Tag Archives: dna

The Genetic Killer

This article originally appeared on Disinfo.com

Another proposed “solution” to the mass shootings in America is sure to upset many camps; privacy advocates, mental health care advocates, and even those calling for the heads of the murderers. Soon we will have the results of genetic analysis of Adam Lanza, which may be used by scientists to model genetic predispositions of violence, or by defense attorneys in their pleas. This controversial science is being criticized from all sides, condemned as “misguided and could lead to dangerous stigmatization.”

via Vaughan Bell at Mind Hacks:

But the request to analyse the DNA of Lanza is just the latest in a long line of attempts to account for the behaviour of individual killers in terms of genetics.

Perhaps the first attempt was for a case that bears more than a surface resemblance to the Sandy Hook shooting. In 1998, a 15-year-old high school student called Kip Kinkel killed both of his parents before driving to school and shooting 24 students, one of whom died.

In his trial a child psychiatrist argued that Kinkel had “genetic loading” that made him susceptible to mental illness and violence.

His appeal also relied upon this angle. His lawyer argued that “owing to a genetic predisposition, and therefore through no conscious fault of his own, the defendant suffers a mental illness resulting in committing his crimes.”

Perhaps for the first in decades, an appeal to genetics was used in an attempt to explain the killer’s behaviour.

The genetic arguments became more sophisticated with the trial of serial killer Cary Stayner where a psychiatrist and geneticist presented a genealogy of the his family showing how mental illness and violence ‘ran through the family’.

By the time of the trial of murderer Stephen Mobley, the defence based part of their case on molecular genetics – suggesting that Mobley had a version of the MAOA gene that made him susceptible to violence.

It’s worth noting that none of these appeals to genetics have been successful in the courtroom but it’s interesting that in light of the tragic events in Sandy Hook there has been, yet again, a look towards genetics to try and make sense of the killer – this time presumably based on the yet more advanced technology of whole DNA sequencing.

On this occasion, however, the reasons seems less related to issues of legal responsibility and more for scientific motivations, supposedly to better understand the ‘DNA of a killer’.

As the Nature editorial makes clear, this is foolish: “There is no one-to-one relationship between genetics and mental health or between mental health and violence. Something as simple as a DNA sequence cannot explain anything as complex as behaviour.”

There is a valuable science of understanding how genetics influences violent behaviour but analysis of individual killers will tell us very little about their motivations.

It does, however, reflect a desire to find something different in people who commit appalling crimes. Something that is comprehensible but distinct, alien but identifiable.

This may give us comfort, but it does little to provide answers. In the midst of tragedy, however, the two can easily be confused.

While I have mulled the utility of psychopathy testing before (mostly to weed out serial killers and white-collar criminals), I certainly don’t want to demonize mental illness. I also don’t want to see this turned into a genetic witchhunt, with public registries that would affect hiring, insurance rates, or result in other forms of discrimination or revocation of rights. Not only is it unknown for sure if Adam Lanza (or even James Holmes, for that matter) suffered from mental illness or disorder, but depending on the definitions, as many as 1-in-4 Americans might fall into this camp. This framing also narrowly and unfairly decides what is “normative,” always a dangerous proposition for society.

This sort of ‘registration’ might end up much worse for our liberty and democracy than any gun registration, by orders of magnitude. Especially if, as indicated by our elected leaders and the NRA, we are more concerned with tracking and banning these individuals than providing resources and help.

It sets a scary precedent, but it is also the observable evidence-based realm of science. Should we even go there? What do you think?

Read the artice in Nature, and follow Mind Hacks for more in-depth analysis of complex psychological and neurological issues.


ACTION ITEM
An exact copy of every record is needed, with the pictures left out.

DATA EXCERPTS
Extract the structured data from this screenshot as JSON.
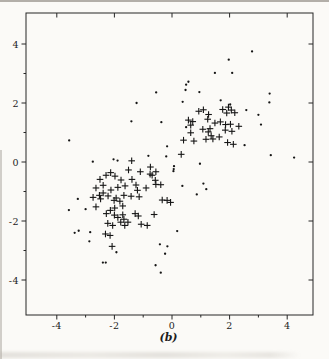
{
  "figure_label": "(b)",
  "colors": {
    "ink": "#151515",
    "axis": "#262626",
    "paper": "#fbfaf7"
  },
  "axes": {
    "x": {
      "min": -5,
      "max": 5,
      "major": [
        -4,
        -2,
        0,
        2,
        4
      ],
      "minor": [
        -3,
        -1,
        1,
        3
      ],
      "labels": [
        "-4",
        "-2",
        "0",
        "2",
        "4"
      ]
    },
    "y": {
      "min": -5,
      "max": 5,
      "major": [
        -4,
        -2,
        0,
        2,
        4
      ],
      "minor": [
        -3,
        -1,
        1,
        3
      ],
      "labels": [
        "-4",
        "-2",
        "0",
        "2",
        "4"
      ]
    }
  },
  "chart_data": {
    "type": "scatter",
    "title": "",
    "xlabel": "",
    "ylabel": "",
    "xlim": [
      -5,
      5
    ],
    "ylim": [
      -5,
      5
    ],
    "grid": false,
    "legend": null,
    "caption": "(b)",
    "series": [
      {
        "name": "dot-class",
        "marker": "point",
        "points": [
          [
            2.78,
            3.75
          ],
          [
            1.97,
            3.47
          ],
          [
            2.09,
            3.02
          ],
          [
            1.49,
            3.02
          ],
          [
            3.39,
            2.32
          ],
          [
            3.38,
            2.02
          ],
          [
            0.49,
            2.62
          ],
          [
            0.57,
            2.72
          ],
          [
            0.47,
            2.44
          ],
          [
            -0.55,
            2.36
          ],
          [
            0.95,
            2.37
          ],
          [
            -1.23,
            2.0
          ],
          [
            0.37,
            2.04
          ],
          [
            1.69,
            2.09
          ],
          [
            3.0,
            1.6
          ],
          [
            3.09,
            1.27
          ],
          [
            2.58,
            1.76
          ],
          [
            2.02,
            1.95
          ],
          [
            2.52,
            0.57
          ],
          [
            3.43,
            0.23
          ],
          [
            4.24,
            0.15
          ],
          [
            0.49,
            1.18
          ],
          [
            -0.37,
            1.35
          ],
          [
            -1.41,
            1.38
          ],
          [
            -0.17,
            0.53
          ],
          [
            -0.82,
            0.21
          ],
          [
            -0.2,
            0.19
          ],
          [
            0.07,
            -0.14
          ],
          [
            0.06,
            -0.24
          ],
          [
            0.05,
            -0.31
          ],
          [
            0.97,
            -0.06
          ],
          [
            1.09,
            -0.73
          ],
          [
            1.19,
            -0.92
          ],
          [
            0.36,
            -0.81
          ],
          [
            0.86,
            -1.1
          ],
          [
            -3.57,
            0.73
          ],
          [
            -2.75,
            0.01
          ],
          [
            -2.03,
            0.09
          ],
          [
            -1.89,
            0.05
          ],
          [
            -3.27,
            -1.25
          ],
          [
            -3.58,
            -1.63
          ],
          [
            -3.0,
            -1.6
          ],
          [
            -3.38,
            -2.4
          ],
          [
            -3.24,
            -2.33
          ],
          [
            -2.84,
            -2.38
          ],
          [
            -2.87,
            -2.69
          ],
          [
            -1.93,
            -3.06
          ],
          [
            -2.4,
            -3.41
          ],
          [
            -2.3,
            -3.41
          ],
          [
            0.18,
            -2.34
          ],
          [
            -0.42,
            -2.79
          ],
          [
            -0.16,
            -2.86
          ],
          [
            -0.24,
            -3.11
          ],
          [
            -0.57,
            -3.5
          ],
          [
            -0.39,
            -3.75
          ]
        ]
      },
      {
        "name": "plus-class",
        "marker": "plus",
        "points": [
          [
            0.93,
            1.72
          ],
          [
            1.09,
            1.77
          ],
          [
            1.27,
            1.61
          ],
          [
            1.76,
            1.78
          ],
          [
            1.96,
            1.86
          ],
          [
            2.06,
            1.76
          ],
          [
            1.9,
            1.66
          ],
          [
            2.18,
            1.67
          ],
          [
            0.57,
            1.42
          ],
          [
            0.72,
            1.37
          ],
          [
            0.65,
            1.25
          ],
          [
            1.24,
            1.45
          ],
          [
            1.49,
            1.32
          ],
          [
            1.68,
            1.36
          ],
          [
            1.86,
            1.27
          ],
          [
            2.03,
            1.28
          ],
          [
            2.32,
            1.21
          ],
          [
            1.07,
            1.11
          ],
          [
            1.32,
            1.13
          ],
          [
            1.85,
            1.08
          ],
          [
            2.08,
            1.04
          ],
          [
            0.65,
            0.99
          ],
          [
            1.26,
            1.02
          ],
          [
            1.36,
            0.89
          ],
          [
            1.64,
            0.85
          ],
          [
            1.18,
            0.77
          ],
          [
            1.42,
            0.78
          ],
          [
            1.93,
            0.66
          ],
          [
            2.13,
            0.6
          ],
          [
            0.4,
            0.74
          ],
          [
            0.76,
            0.71
          ],
          [
            0.32,
            0.26
          ],
          [
            -1.4,
            0.04
          ],
          [
            -1.51,
            -0.27
          ],
          [
            -2.13,
            -0.36
          ],
          [
            -1.1,
            -0.33
          ],
          [
            -0.75,
            -0.17
          ],
          [
            -0.56,
            -0.33
          ],
          [
            -2.5,
            -0.59
          ],
          [
            -2.29,
            -0.45
          ],
          [
            -1.98,
            -0.48
          ],
          [
            -1.77,
            -0.61
          ],
          [
            -1.39,
            -0.59
          ],
          [
            -0.76,
            -0.41
          ],
          [
            -0.69,
            -0.45
          ],
          [
            -0.58,
            -0.62
          ],
          [
            -0.56,
            -0.76
          ],
          [
            -0.39,
            -0.77
          ],
          [
            -2.64,
            -0.88
          ],
          [
            -2.39,
            -0.79
          ],
          [
            -2.39,
            -1.05
          ],
          [
            -2.12,
            -0.95
          ],
          [
            -1.88,
            -0.86
          ],
          [
            -1.63,
            -0.81
          ],
          [
            -1.25,
            -0.78
          ],
          [
            -0.9,
            -0.88
          ],
          [
            -2.52,
            -1.13
          ],
          [
            -2.22,
            -1.15
          ],
          [
            -1.94,
            -1.22
          ],
          [
            -1.67,
            -1.13
          ],
          [
            -1.42,
            -1.16
          ],
          [
            -1.2,
            -0.96
          ],
          [
            -1.14,
            -1.18
          ],
          [
            -0.34,
            -1.29
          ],
          [
            -0.17,
            -1.3
          ],
          [
            -0.05,
            -1.37
          ],
          [
            -2.74,
            -1.2
          ],
          [
            -2.48,
            -1.25
          ],
          [
            -2.01,
            -1.3
          ],
          [
            -1.81,
            -1.33
          ],
          [
            -1.71,
            -1.49
          ],
          [
            -1.99,
            -1.56
          ],
          [
            -2.14,
            -1.64
          ],
          [
            -2.64,
            -1.52
          ],
          [
            -2.28,
            -1.75
          ],
          [
            -2.0,
            -1.8
          ],
          [
            -1.88,
            -1.88
          ],
          [
            -1.71,
            -1.79
          ],
          [
            -2.23,
            -2.08
          ],
          [
            -2.06,
            -2.15
          ],
          [
            -1.78,
            -2.04
          ],
          [
            -2.31,
            -2.44
          ],
          [
            -2.15,
            -2.49
          ],
          [
            -2.08,
            -2.86
          ],
          [
            -1.28,
            -1.75
          ],
          [
            -1.17,
            -1.83
          ],
          [
            -0.62,
            -1.78
          ],
          [
            -1.67,
            -1.94
          ],
          [
            -1.53,
            -2.04
          ],
          [
            -1.64,
            -2.15
          ],
          [
            -1.07,
            -2.11
          ],
          [
            -0.86,
            -2.15
          ]
        ]
      }
    ]
  }
}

ANSWER TO THIS PROBLEM
Extract the structured data from this screenshot as JSON.
{
  "figure_label": "(b)",
  "colors": {
    "ink": "#151515",
    "axis": "#262626",
    "paper": "#fbfaf7"
  },
  "axes": {
    "x": {
      "min": -5,
      "max": 5,
      "major": [
        -4,
        -2,
        0,
        2,
        4
      ],
      "minor": [
        -3,
        -1,
        1,
        3
      ],
      "labels": [
        "-4",
        "-2",
        "0",
        "2",
        "4"
      ]
    },
    "y": {
      "min": -5,
      "max": 5,
      "major": [
        -4,
        -2,
        0,
        2,
        4
      ],
      "minor": [
        -3,
        -1,
        1,
        3
      ],
      "labels": [
        "-4",
        "-2",
        "0",
        "2",
        "4"
      ]
    }
  },
  "chart_data": {
    "type": "scatter",
    "title": "",
    "xlabel": "",
    "ylabel": "",
    "xlim": [
      -5,
      5
    ],
    "ylim": [
      -5,
      5
    ],
    "grid": false,
    "legend": null,
    "caption": "(b)",
    "series": [
      {
        "name": "dot-class",
        "marker": "point",
        "points": [
          [
            2.78,
            3.75
          ],
          [
            1.97,
            3.47
          ],
          [
            2.09,
            3.02
          ],
          [
            1.49,
            3.02
          ],
          [
            3.39,
            2.32
          ],
          [
            3.38,
            2.02
          ],
          [
            0.49,
            2.62
          ],
          [
            0.57,
            2.72
          ],
          [
            0.47,
            2.44
          ],
          [
            -0.55,
            2.36
          ],
          [
            0.95,
            2.37
          ],
          [
            -1.23,
            2.0
          ],
          [
            0.37,
            2.04
          ],
          [
            1.69,
            2.09
          ],
          [
            3.0,
            1.6
          ],
          [
            3.09,
            1.27
          ],
          [
            2.58,
            1.76
          ],
          [
            2.02,
            1.95
          ],
          [
            2.52,
            0.57
          ],
          [
            3.43,
            0.23
          ],
          [
            4.24,
            0.15
          ],
          [
            0.49,
            1.18
          ],
          [
            -0.37,
            1.35
          ],
          [
            -1.41,
            1.38
          ],
          [
            -0.17,
            0.53
          ],
          [
            -0.82,
            0.21
          ],
          [
            -0.2,
            0.19
          ],
          [
            0.07,
            -0.14
          ],
          [
            0.06,
            -0.24
          ],
          [
            0.05,
            -0.31
          ],
          [
            0.97,
            -0.06
          ],
          [
            1.09,
            -0.73
          ],
          [
            1.19,
            -0.92
          ],
          [
            0.36,
            -0.81
          ],
          [
            0.86,
            -1.1
          ],
          [
            -3.57,
            0.73
          ],
          [
            -2.75,
            0.01
          ],
          [
            -2.03,
            0.09
          ],
          [
            -1.89,
            0.05
          ],
          [
            -3.27,
            -1.25
          ],
          [
            -3.58,
            -1.63
          ],
          [
            -3.0,
            -1.6
          ],
          [
            -3.38,
            -2.4
          ],
          [
            -3.24,
            -2.33
          ],
          [
            -2.84,
            -2.38
          ],
          [
            -2.87,
            -2.69
          ],
          [
            -1.93,
            -3.06
          ],
          [
            -2.4,
            -3.41
          ],
          [
            -2.3,
            -3.41
          ],
          [
            0.18,
            -2.34
          ],
          [
            -0.42,
            -2.79
          ],
          [
            -0.16,
            -2.86
          ],
          [
            -0.24,
            -3.11
          ],
          [
            -0.57,
            -3.5
          ],
          [
            -0.39,
            -3.75
          ]
        ]
      },
      {
        "name": "plus-class",
        "marker": "plus",
        "points": [
          [
            0.93,
            1.72
          ],
          [
            1.09,
            1.77
          ],
          [
            1.27,
            1.61
          ],
          [
            1.76,
            1.78
          ],
          [
            1.96,
            1.86
          ],
          [
            2.06,
            1.76
          ],
          [
            1.9,
            1.66
          ],
          [
            2.18,
            1.67
          ],
          [
            0.57,
            1.42
          ],
          [
            0.72,
            1.37
          ],
          [
            0.65,
            1.25
          ],
          [
            1.24,
            1.45
          ],
          [
            1.49,
            1.32
          ],
          [
            1.68,
            1.36
          ],
          [
            1.86,
            1.27
          ],
          [
            2.03,
            1.28
          ],
          [
            2.32,
            1.21
          ],
          [
            1.07,
            1.11
          ],
          [
            1.32,
            1.13
          ],
          [
            1.85,
            1.08
          ],
          [
            2.08,
            1.04
          ],
          [
            0.65,
            0.99
          ],
          [
            1.26,
            1.02
          ],
          [
            1.36,
            0.89
          ],
          [
            1.64,
            0.85
          ],
          [
            1.18,
            0.77
          ],
          [
            1.42,
            0.78
          ],
          [
            1.93,
            0.66
          ],
          [
            2.13,
            0.6
          ],
          [
            0.4,
            0.74
          ],
          [
            0.76,
            0.71
          ],
          [
            0.32,
            0.26
          ],
          [
            -1.4,
            0.04
          ],
          [
            -1.51,
            -0.27
          ],
          [
            -2.13,
            -0.36
          ],
          [
            -1.1,
            -0.33
          ],
          [
            -0.75,
            -0.17
          ],
          [
            -0.56,
            -0.33
          ],
          [
            -2.5,
            -0.59
          ],
          [
            -2.29,
            -0.45
          ],
          [
            -1.98,
            -0.48
          ],
          [
            -1.77,
            -0.61
          ],
          [
            -1.39,
            -0.59
          ],
          [
            -0.76,
            -0.41
          ],
          [
            -0.69,
            -0.45
          ],
          [
            -0.58,
            -0.62
          ],
          [
            -0.56,
            -0.76
          ],
          [
            -0.39,
            -0.77
          ],
          [
            -2.64,
            -0.88
          ],
          [
            -2.39,
            -0.79
          ],
          [
            -2.39,
            -1.05
          ],
          [
            -2.12,
            -0.95
          ],
          [
            -1.88,
            -0.86
          ],
          [
            -1.63,
            -0.81
          ],
          [
            -1.25,
            -0.78
          ],
          [
            -0.9,
            -0.88
          ],
          [
            -2.52,
            -1.13
          ],
          [
            -2.22,
            -1.15
          ],
          [
            -1.94,
            -1.22
          ],
          [
            -1.67,
            -1.13
          ],
          [
            -1.42,
            -1.16
          ],
          [
            -1.2,
            -0.96
          ],
          [
            -1.14,
            -1.18
          ],
          [
            -0.34,
            -1.29
          ],
          [
            -0.17,
            -1.3
          ],
          [
            -0.05,
            -1.37
          ],
          [
            -2.74,
            -1.2
          ],
          [
            -2.48,
            -1.25
          ],
          [
            -2.01,
            -1.3
          ],
          [
            -1.81,
            -1.33
          ],
          [
            -1.71,
            -1.49
          ],
          [
            -1.99,
            -1.56
          ],
          [
            -2.14,
            -1.64
          ],
          [
            -2.64,
            -1.52
          ],
          [
            -2.28,
            -1.75
          ],
          [
            -2.0,
            -1.8
          ],
          [
            -1.88,
            -1.88
          ],
          [
            -1.71,
            -1.79
          ],
          [
            -2.23,
            -2.08
          ],
          [
            -2.06,
            -2.15
          ],
          [
            -1.78,
            -2.04
          ],
          [
            -2.31,
            -2.44
          ],
          [
            -2.15,
            -2.49
          ],
          [
            -2.08,
            -2.86
          ],
          [
            -1.28,
            -1.75
          ],
          [
            -1.17,
            -1.83
          ],
          [
            -0.62,
            -1.78
          ],
          [
            -1.67,
            -1.94
          ],
          [
            -1.53,
            -2.04
          ],
          [
            -1.64,
            -2.15
          ],
          [
            -1.07,
            -2.11
          ],
          [
            -0.86,
            -2.15
          ]
        ]
      }
    ]
  }
}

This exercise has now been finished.